How China is attempting to influence US elections
China is increasingly its espionage and infiltration techniques against the US in the lead up to the November 2024 election. 2430 Group summarizes some of the CCP’s most prominent techniques.
The US has accused China of attempting to interfere in US elections since 2016. Over the past decade, China has enhanced its capacity to influence foreign elections through a combination of targeted disinformation campaigns, cyber attacks, economic coercion, and the use of proxies to spread pro-China messages through legacy and social media platforms. While the degree to which these efforts affect votes is unclear, collectively they point to a broad effort to disrupt the election process, sow distrust among voters about outcomes, and promote extreme candidates over moderate alternatives. As the Director of National Intelligence notes, “China is using AI in broader influence operations seeking to shape global views of China and amplify divisive U.S. political issues, but not for any specific operations targeting U.S. election outcomes.” Ultimately, China’s ambition is to use the US’s open society to undermine the political process, create and exacerbate internal divisions, and thereby hinder the US’s capacity to compete with China on the world stage.
Mis/Disinformation Campaigns
Chinese disinformation is extensive and has expanded rapidly into new markets in the past decade. While the CCP denies disinformation and hacking interference in other countries, evidence clearly shows that this is a favored technique by the CCP to disrupt its adversaries. Moreover, hacking and disinformation are both central to how China’s People’s Liberation Army conducts information warfare. Disinformation is often targeted at socially disruptive stories that portray the US as failing and that trigger intense emotional reactions among viewers, particularly those on the political far right. Chinese disinformation, for example, is overwhelmingly pro-Trump not because of a preference for Donald Trump per se, but because CCP officials see support for Trump as more likely to stoke social unrest in the US. Attempts to combat these mis/disinformation campaigns are currently sparsely resourced, and targeted individuals are often unaware that the content they consume is foreign government propaganda.

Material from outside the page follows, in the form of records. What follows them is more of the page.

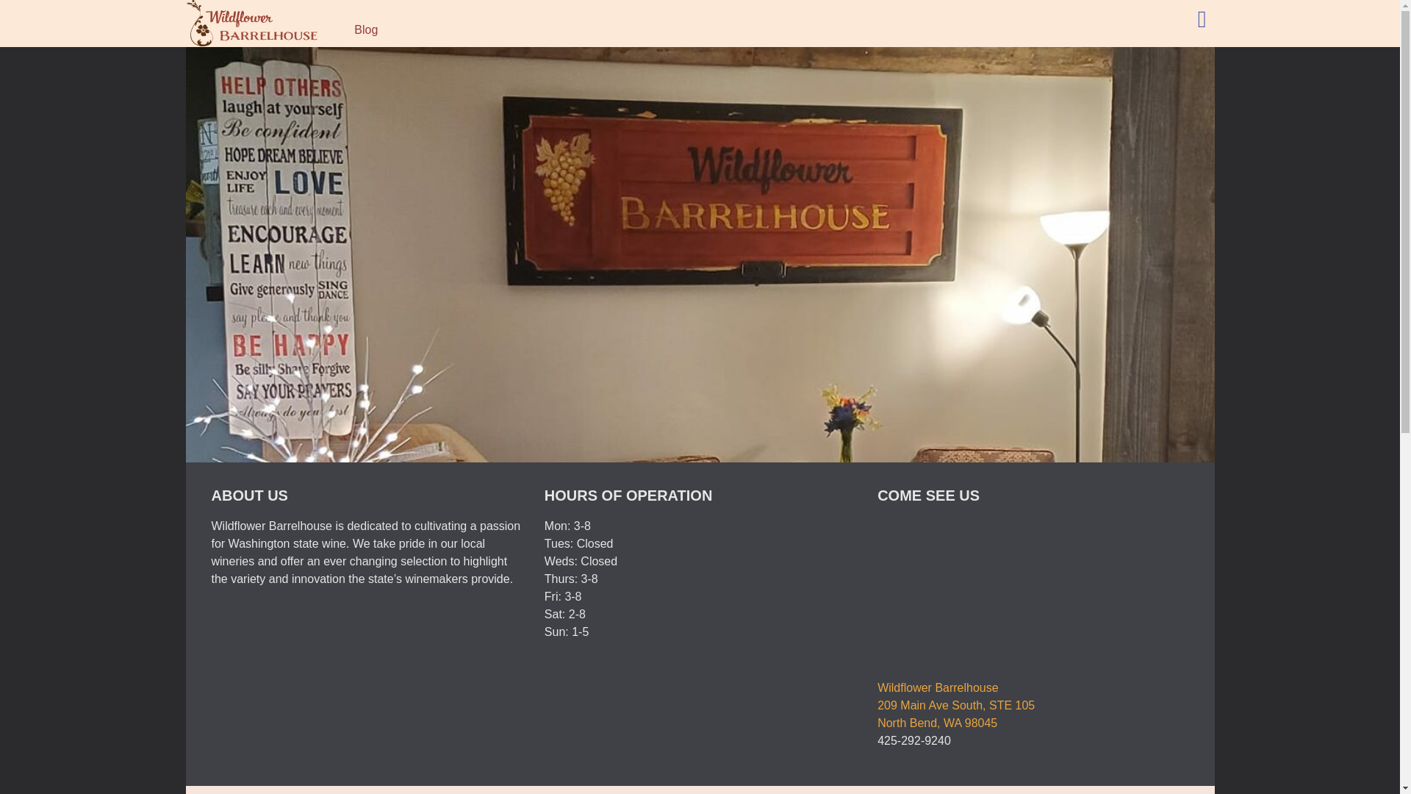 The image size is (1411, 794). I want to click on Wildflower Barrelhouse, so click(1033, 591). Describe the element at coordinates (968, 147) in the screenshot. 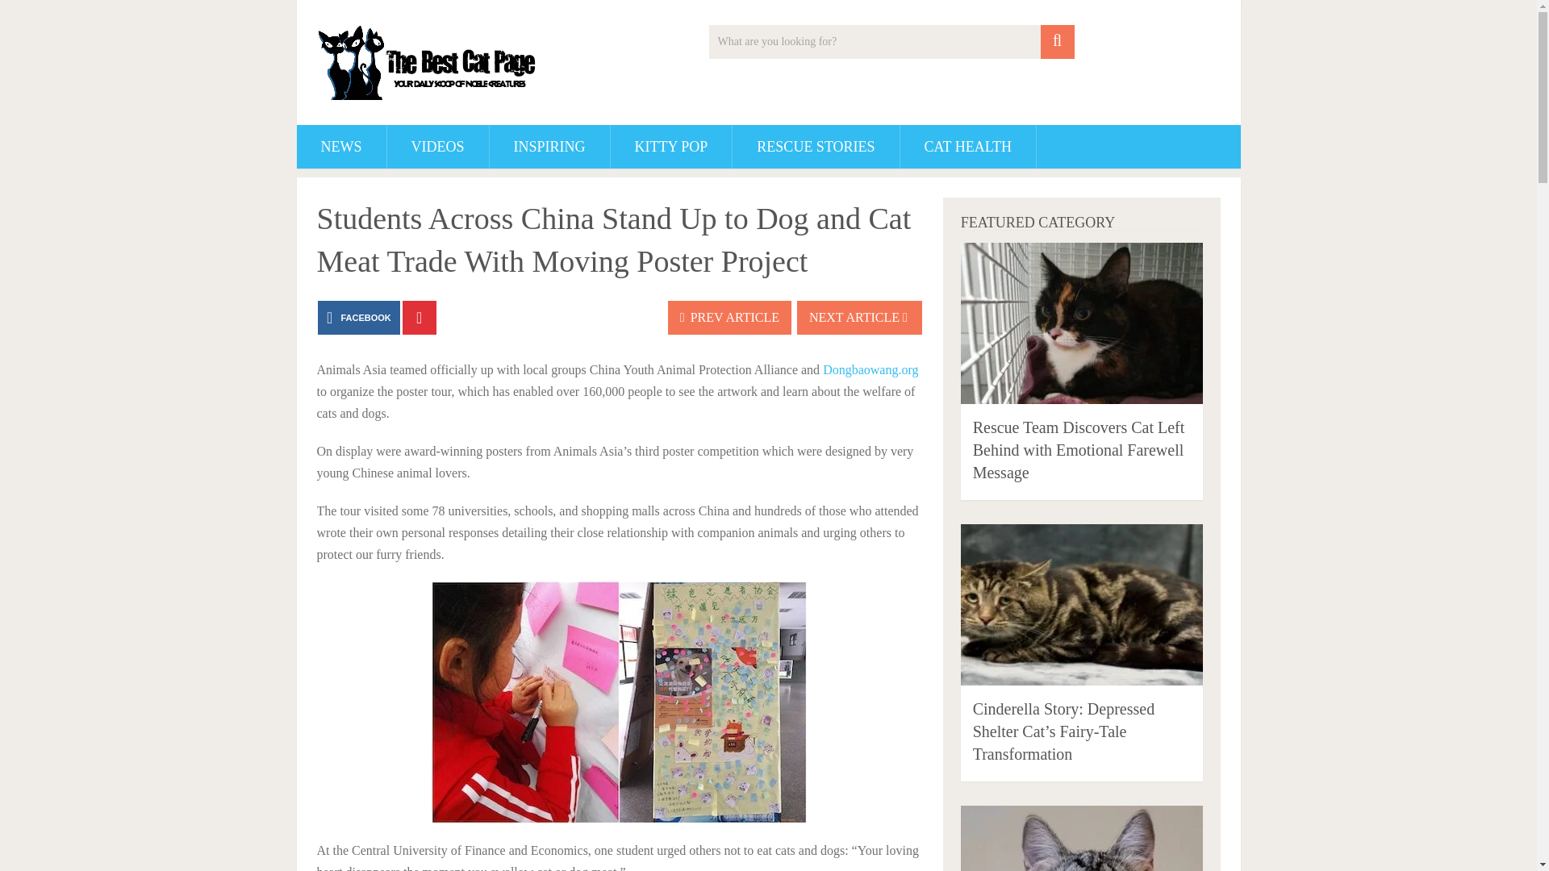

I see `CAT HEALTH` at that location.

Recently, China has embraced AI-generated content to both produce disinformation abroad and to defend against disinformation at home. Chinese propagandists have honed the techniques and technologies involved in this content production through experimentation, particularly when targeting Taiwan. Taiwan’s recent presidential election, for example, was “the first time that Microsoft Threat Intelligence witnessed a nation-state actor using AI content in attempts to influence a foreign election.” State-backed hacking groups active in targeting Taiwan favor AI-generated memes and videos.
While Taiwan receives much of China’s overseas disinformation efforts, Beijing is applying lessons from Taiwan around the world. Companies like Microsoft have documented attempts by Chinese actors to exploit AI or AI-enhanced content to sow distrust abroad, including in the US. In particular, reports by Microsoft detail how Chinese agents target foreign democracies using fake social media accounts to poll voters about what divides them most, and then exploiting that information using generative AI content. Through “Spamoflague” campaigns, which aim to mimic US voters in an attempt to persuade others into adopting similar policy positions–most of which are pro-Trump–Chinese government and security agents are widespread on most social media platforms.

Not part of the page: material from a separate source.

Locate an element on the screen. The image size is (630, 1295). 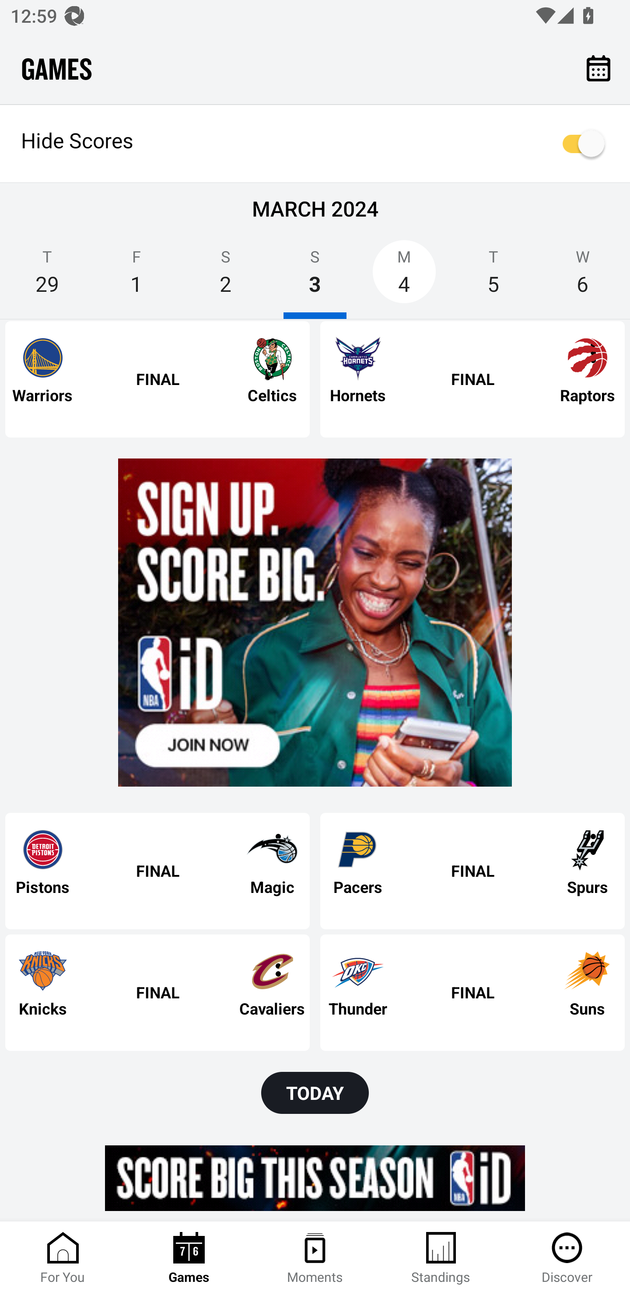
Discover is located at coordinates (567, 1259).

Notably, an annual assessment by the US Office of the Director of National Intelligence (ODNI) in March 2024 pointed out that Chinese intelligence and propaganda institutions frequently use the app to spread pro-China disinformation and interfere in US elections.

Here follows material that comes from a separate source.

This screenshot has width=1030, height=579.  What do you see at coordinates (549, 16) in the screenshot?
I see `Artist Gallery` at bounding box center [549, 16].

Espionage and Pressure Campaigns
Beyond traditional diplomatic efforts to persuade US policymakers and promote favorable positions on China among legislators, China also uses a combination of economic and political pressures to influence political outcomes. In particular, China weaponizes cyber espionage by a range of individuals and private sector actors against targeted governments, corporations, and individuals. In one recent example, a recent data leak from a private hacking company backed by the Chinese government, iSoon, suggests that the price tags associated with different espionage products include $100,000 for access to software that runs disinformation campaigns and hack accounts on X (formally Twitter), or $278,000 for personal information from social media platforms like Telegram and Facebook.
As Norway’s spy agencies recently announced, Chinese espionage is widespread, innovative, and largely conducted by intermediaries like Chinese companies, organizations, think tanks, and academic institutions. This targeting goes beyond attacks against dissidents of Chinese dissent to include broader attempts to undermine social unrest in the US and to potentially recruit individuals to conduct covert operations within the US government on behalf of the Chinese Communist Party, as evidenced by similar cases in Germany, the UK, and in the New York state government. Using proxies, including influence groups or lobbying organizations, is therefore an increasingly common tactic for Chinese influence operations. This suggests that China’s influence in US elections is therefore less about cyber hacking of voting machines or other explicit actions, but rather more about influencing the electorate through disinformation, relying on surrogates like political aides, or through pressure campaigns against individual politicians.